Vietnam’s Prime Minister Pham Minh Chinh last night arrived in India on a three-day state visit at the invitation of Prime Minister Narendra Modi, with the aim of consolidating the recent advances in economic and security relations between the two nations.
According to a report by the Communist Party of Vietnam mouthpiece Nhan Dan, the Vietnamese leader is scheduled to hold talks and meetings with Modi, President Droupadi Murmu, and the speakers of both houses of the Indian parliament.
The visit is “expected to strengthen bilateral cooperation in traditional fields and expand to potential fields such as electronics, telecommunications, pharmaceuticals, renewable energy, green economy, digital economy, artificial intelligence, semi-conductor, new materials and essential minerals,” the report stated.
It will also contribute “to enhancing political trust and deepening the multi-faceted cooperation between the two countries” and give them an “to share views on security and strategic issues in the region and the world and reiterate their mutual support in multilateral forums of common interest.”
Chinh’s visit is the first by a Vietnamese or Indian prime minister to the other country since the two nations established their comprehensive strategic partnership in September 2016, when India became the third nation to attain this status after China (2008) and Russia (2012). These three nations have since been joined at the top tier of Vietnam’s diplomatic hierarchy by South Korea, the United States, Japan, and Australia. Together, this roster of key partners, which could soon be joined by Indonesia and Singapore, encapsulates Vietnam’s flexible and omnidirectional foreign policy doctrine.
India forms an important, though often overlooked, part of this strategy. For India, too, Vietnam occupies a key position in both its Act East Policy, which seeks to advance relations with the nations of Southeast Asia, and its Indo-Pacific vision. This, as Amb. Saurabh Kumar, Secretary (East) of the Indian Ministry of External Affairs put it in 2022, “envisages a free, open, inclusive, peaceful and prosperous Indo-Pacific, built on a rules-based order and with sustainable and transparent infrastructure investments.”
Since the establishment of the comprehensive strategic partnership in 2016, trade between the two sides has grown by around two-and-a-half times, reaching $14.8 billion in 2023. As with India’s relations with Southeast Asia in general, economic cooperation is modest compared to its potential, making it a logical focus of future cooperation. As a point of comparison, Vietnam’s bilateral trade with China totaled $171.2 billion in 2023; its trade with the United States came to around $125 billion.
The potential has been realized to a greater extent in bilateral defense cooperation, which has been motivated by an overlapping concern about China’s growing maritime power and assertiveness. In June 2022, Indian Defense Minister Rajnath Singh and his Vietnamese counterpart Gen. Phan Van Giang signed a “Joint Vision Statement on India-Vietnam Defense Partnership Towards 2030,” which was intended to “significantly enhance the scope and scale of existing defense cooperation” by the end of the decade, as the Indian Defense Ministry said in a statement. They also signed a Memorandum of Understanding on Mutual Logistics Support, “the first such major agreement which Vietnam has signed with any country.”

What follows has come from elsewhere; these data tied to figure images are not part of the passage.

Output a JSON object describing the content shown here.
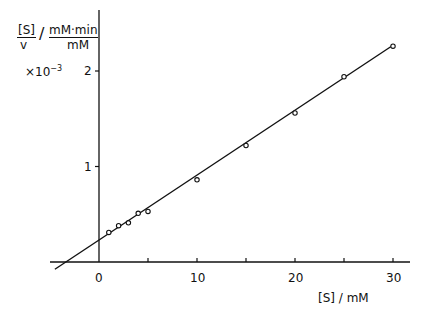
{
  "chart_data": {
    "type": "scatter",
    "title": "",
    "xlabel": "[S] / mM",
    "ylabel": "[S]/v / mM·min/mM",
    "ylabel_parts": {
      "fraction_numerator": "[S]",
      "fraction_denominator": "v",
      "unit_numerator": "mM·min",
      "unit_denominator": "mM",
      "multiplier": "×10",
      "multiplier_exponent": "-3"
    },
    "x_ticks": [
      0,
      10,
      20,
      30
    ],
    "x_minor_ticks": [
      5,
      15,
      25
    ],
    "y_ticks": [
      1,
      2
    ],
    "xlim": [
      -5,
      32
    ],
    "ylim": [
      -0.25,
      2.6
    ],
    "grid": false,
    "legend": null,
    "series": [
      {
        "name": "data",
        "marker": "open-circle",
        "x": [
          1,
          2,
          3,
          4,
          5,
          10,
          15,
          20,
          25,
          30
        ],
        "y": [
          0.31,
          0.38,
          0.41,
          0.51,
          0.53,
          0.86,
          1.22,
          1.56,
          1.94,
          2.26
        ]
      },
      {
        "name": "fit",
        "type": "line",
        "slope": 0.068,
        "intercept": 0.23,
        "x_range": [
          -4.5,
          30
        ]
      }
    ],
    "annotations": []
  },
  "labels": {
    "x_axis": "[S] / mM",
    "x_tick_0": "0",
    "x_tick_10": "10",
    "x_tick_20": "20",
    "x_tick_30": "30",
    "y_tick_1": "1",
    "y_tick_2": "2",
    "y_num": "[S]",
    "y_den": "v",
    "y_slash": "/",
    "y_unit_num": "mM·min",
    "y_unit_den": "mM",
    "y_mult": "×10",
    "y_mult_exp": "−3"
  }
}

Unsurprisingly, given the focus of the two nations’ concerns, most of this has focused on the maritime domain. Two Indian Naval Ships, INS Shivalik and INS Kamorta visited Ho Chi Minh City Port in November 2022. They were followed by the Navy destroyer INS Delhi and the multirole frigate INS Satpura, which paid a port call in Danang, central Vietnam, in May 2023. The following month, New Delhi handed the domestically built missile corvette INS Kirpan to Vietnam’s navy, the first time that India had gifted a fully operational corvette to another country. The two nations have also participated in a number of multilateral and bilateral military exercises, including in the South China Sea.
India is also becoming an increasingly important source of arms for Vietnam. Recent months have brought reports that the two nations are in talks for Vietnam’s possible purchase of the Indo-Russian Brahmos supersonic cruise missile. There are also reports that Hanoi is interested in India’s Akash surface-to-air missile system.
Given the growing strategic convergence between the two nations, it will not be surprising to see a reciprocal state visit by Modi in the near future. Over the past two years, Vietnam has hosted the heads of state or government from six of its seven comprehensive strategic partners. Modi is the only one of them not to tread the red carpet in Hanoi.